Gold dore is an unrefined alloy of gold and silver, sometimes containing trace amounts of copper, iron, lead, zinc, bismuth, and other base metals. It is produced at or near the mine site by melting down the gold concentrate or amalgam recovered during artisanal processing.
In North Kivu, artisanal miners work across a range of geological settings, from alluvial river deposits to hard-rock quartz veins. The resulting dore varies in composition depending on:
This is why North Kivu dore typically ranges from 85% to 96% gold, with the remainder being primarily silver and minor base metal impurities. A bar from an alluvial deposit near the Ulindi River may test at 91%, while a hard-rock bar from near Walikale may come in at 87% due to higher silver content in the ore.
The variation is not a defect. It is an inherent characteristic of artisanal dore production, and professional buyers and refineries are well-equipped to handle it. However, the purity point matters enormously in determining what the bar is worth.
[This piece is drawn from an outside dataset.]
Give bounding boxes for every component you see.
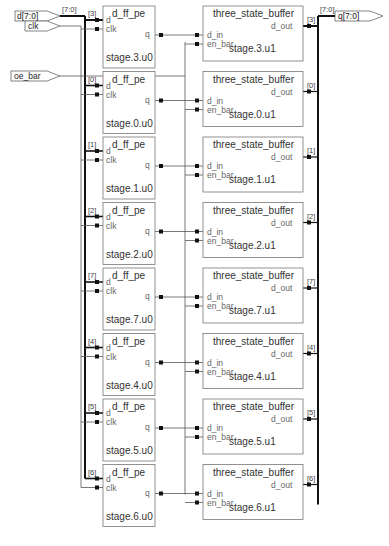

When dore arrives at an accredited refinery, the processing sequence typically follows these stages:
The first step is fire assay or X-ray fluorescence (XRF) analysis. The refinery takes samples from multiple points in the consignment to determine the precise gold, silver, and impurity content. This assay result is the basis for the entire financial settlement.
It is important to note that the assay result at the refinery may differ from the seller's pre-shipment assay. Refineries apply their own analytical standards and will use their certified assay for settlement purposes.
The dore is melted in induction or gas-fired furnaces. During this stage, base metal impurities with lower melting and boiling points begin to volatilize or oxidize and are removed as slag. This process reduces the non-gold content of the material.
The resulting material is a more purified alloy, but it is still not .9999 fine gold. Further refining is required.
The refinery then uses one or a combination of:
For standard commercial dore in the 85-96% range, the Miller Process is typically used first, followed by Wohlwill electrolysis to achieve investment-grade purity.
When we say a bar is 90% pure gold, we mean that in every 100 grams of dore, there are approximately 90 grams of gold and 10 grams of other material (silver, copper, base metals).
However, the refinery does not simply pay for 90% of the gold spot price. The calculation is more nuanced and involves several deductions. Understanding each deduction is critical.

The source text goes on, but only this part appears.